The Impaled Bride (Vampire Bride 3)
Page 20
Ágota gestures with a berry-stained finger and the pages of the book flip. “Yes.”
“But how did he know about her?”
Wiping her hands off on her skirt, Ágota lifts the book so I can see an illustration of the doorway between the two worlds. Our mother carefully drew herself as a child stepping through the opening. “When the witches created the passage into this world, all the ley lines in this world trembled with the onslaught of the new magic. All the creatures of magic sensed the arrival of the witches. The devil sensed the change, too, and went in search of the source. He found the lower witches first. Some he turned to serve him. Others fled. One of his new servants told him about the only Archwitch to escape to this world.”
“Mama,” I say with certainty.
“Yes. It took him centuries to find her. When he did, he offered to take her to the Scholomance. It is near a hidden lake called Lake Hermanstadt in the Carpathian Mountains.”
“What is it?” I recall my mother refusing to leave with the devil to travel to the Scholomance. At the time, I had not understood what she was speaking about.
“It is a school of black magic that only opens every hundred years. The devil teaches ten students the blackest of magicks there, and at the end of ten years, he keeps one student as payment. He tried very hard to persuade Mama to attend, but she refused. Every hundred years, he would appear on her doorstep to beg her to attend. Every year, she told them she would not. Finally, he decided to force her. She escaped and hid for a very long time, but she knew he might someday find her.”
“He wanted to make her wicked like him,” I say, disgusted at the mere thought.
“Yes, he did.”
A terrible thought occurs to me and I burst into fresh tears. “Now he shall come for you!”
“He does not know my name.
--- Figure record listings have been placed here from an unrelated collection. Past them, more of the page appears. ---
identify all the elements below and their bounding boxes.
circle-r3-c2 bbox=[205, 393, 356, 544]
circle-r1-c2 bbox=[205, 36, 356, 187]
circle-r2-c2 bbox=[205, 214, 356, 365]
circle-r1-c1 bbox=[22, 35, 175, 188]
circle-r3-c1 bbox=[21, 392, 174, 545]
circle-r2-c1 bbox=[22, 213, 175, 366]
Mama kept it hidden from him. It will be very hard for him to locate me.” Ágota smirks with satisfaction.
“But Enede knows it. So does her mother. And the other ladies in the village.”
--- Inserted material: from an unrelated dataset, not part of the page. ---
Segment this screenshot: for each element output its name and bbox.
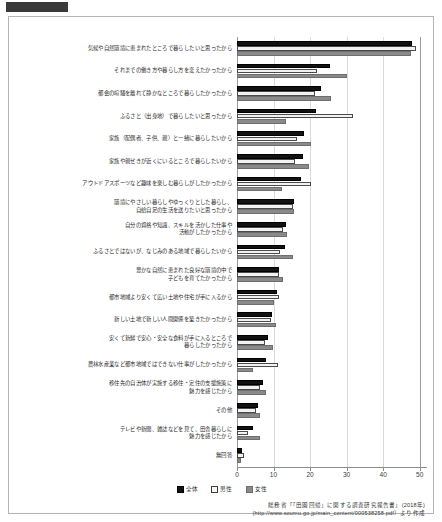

A look of pain flits across Ágota’s face at the mention of her beloved. “Mama cast a spell so they would not remember our names when they weren’t in our presence. And now that we are no longer in the village, they will not remember us at all. Mama cast powerful spells to erase us from the memories of the villagers. After she was tracked down by several people from the other villages we lived near, she knew she had to expend the strongest of magicks to protect us.”
“So the devil cannot find you because he does not know your name?”
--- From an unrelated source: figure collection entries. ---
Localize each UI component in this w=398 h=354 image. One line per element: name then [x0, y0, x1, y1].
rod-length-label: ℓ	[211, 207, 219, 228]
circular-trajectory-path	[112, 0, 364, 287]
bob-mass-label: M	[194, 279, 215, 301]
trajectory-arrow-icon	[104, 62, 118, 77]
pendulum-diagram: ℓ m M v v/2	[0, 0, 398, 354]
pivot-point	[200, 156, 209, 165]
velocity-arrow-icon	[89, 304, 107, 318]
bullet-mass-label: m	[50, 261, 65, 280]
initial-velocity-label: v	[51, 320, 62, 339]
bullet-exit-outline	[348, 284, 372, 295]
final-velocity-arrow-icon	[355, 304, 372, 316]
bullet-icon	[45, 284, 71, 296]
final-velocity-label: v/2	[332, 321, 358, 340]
Ágota nods. “Exactly. Names are powerful.”
My mind drifts to the promise I made to my mother. I must never tell anyone, not even Ágota, my true name. I pull the hood over my head and stare at the toes of my shoes. My feet are cold.
“Do you miss Enede?” I ask.
“I do not know. Maybe. I suppose I will miss her, but she is not the only girl I kissed. Mama was right. Enede and the other girls will marry and have babies. My future is not in that village.”
“Where is it?”
“With you. For now.” Ágota leans over to kiss my forehead. Her lips are so hot I flinch. “You are cold. You should have said so. The magic in me is so hot, I cannot feel damp or cold.”
Ágota’s fingers twist into elaborate shapes and a small golden ball of light forms above our heads. A warm glow fills our tiny haven, and soon my fingers and toes begin to thaw. Ágota flips through our mother’s book, her face twisted into a scowl.
“Will I get married and have babies?”
The concept seems so strange and foreign.
“One day, I suppose.” Ágota tilts her head toward me, her eyes starting to turn green. “Yes, I am sure you will.”
“Can you see it?”
“I cannot explain exactly what I see, but, yes, you will marry and have a fine house.”
“And where will you be?”
The green in her eyes fades away and she shakes her head. “I do not know. I cannot see the future for myself.”
Sadness fills my heart. I remember Mama saying that she could not see her own future either. That is probably why the devil found her and killed her. I wipe away fresh tears, frightened for Ágota. I hope my mother’s spells worked and that the devil will never discover her name. My secret name seems more important than ever.
“Where are you?” Ágota unexpectedly asks.